"No," replied Veronica in a perfectly matter-of-fact voice, "I simply assumed that name at his suggestion. You see, as long as I intended to be an American, I wouldn't have any further use for my title either----"
"Oh-h-h-h!" exclaimed the Winnebagos in a long breath of astonishment. "Your title! Have you got one, too?"
Veronica looked around with a little look of wonder at the sensation she had created. "I did have," she corrected gently. "I haven't it any more. I left it behind me in Hungary. I'm just plain Veronica Lehar now."

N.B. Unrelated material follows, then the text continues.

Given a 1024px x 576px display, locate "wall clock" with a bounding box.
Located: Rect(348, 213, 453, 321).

She looked into the girls' faces with a half-questioning, half-pleading expression as if fearful that this confession of her possession of a title would raise a barrier between them.
"What was your title?" asked Hinpoha, leaning forward in her chair and immensely impressed.

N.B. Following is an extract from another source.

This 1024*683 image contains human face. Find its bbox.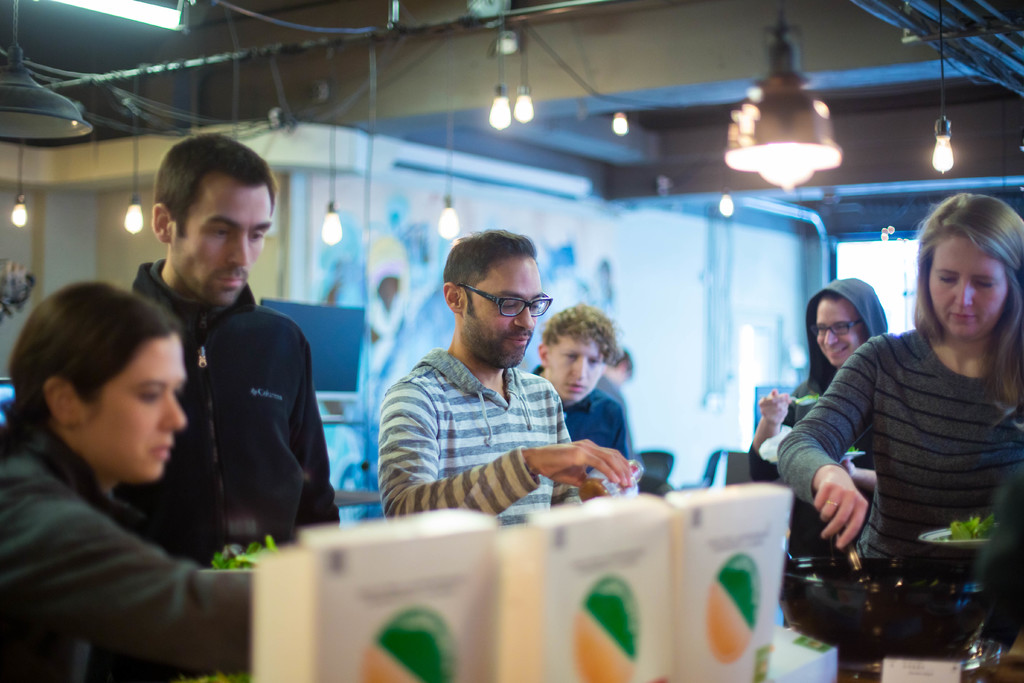
<box>467,257,538,366</box>.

"My father was the Baron Szathmar-Vasarhély," replied Veronica. "I was what would be called in English Lady Veronica Szathmar-Vasarhély."
"Lady—what?" asked Hinpoha in comical bewilderment.
Veronica laughed.
"Do you wonder why I changed my name when I came to America and took the simple, sensible name of Lehar? Imagine going to school here under the name of Veronica Szathmar-Vasarhély! You can just hear the teachers pronouncing it, can't you? Why, I'd never have any friends at all, because people would rather avoid me than attempt to introduce me to anybody! Besides, it's extravagant to have such a name, it takes so much ink to sign it! Lehar is ever so much more convenient. You can't tell how light and airy I feel since I threw away that long name!"
"But Veronica, why didn't you tell us before about this?" asked Hinpoha. "We never dreamed your name had ever been anything else but Lehar!"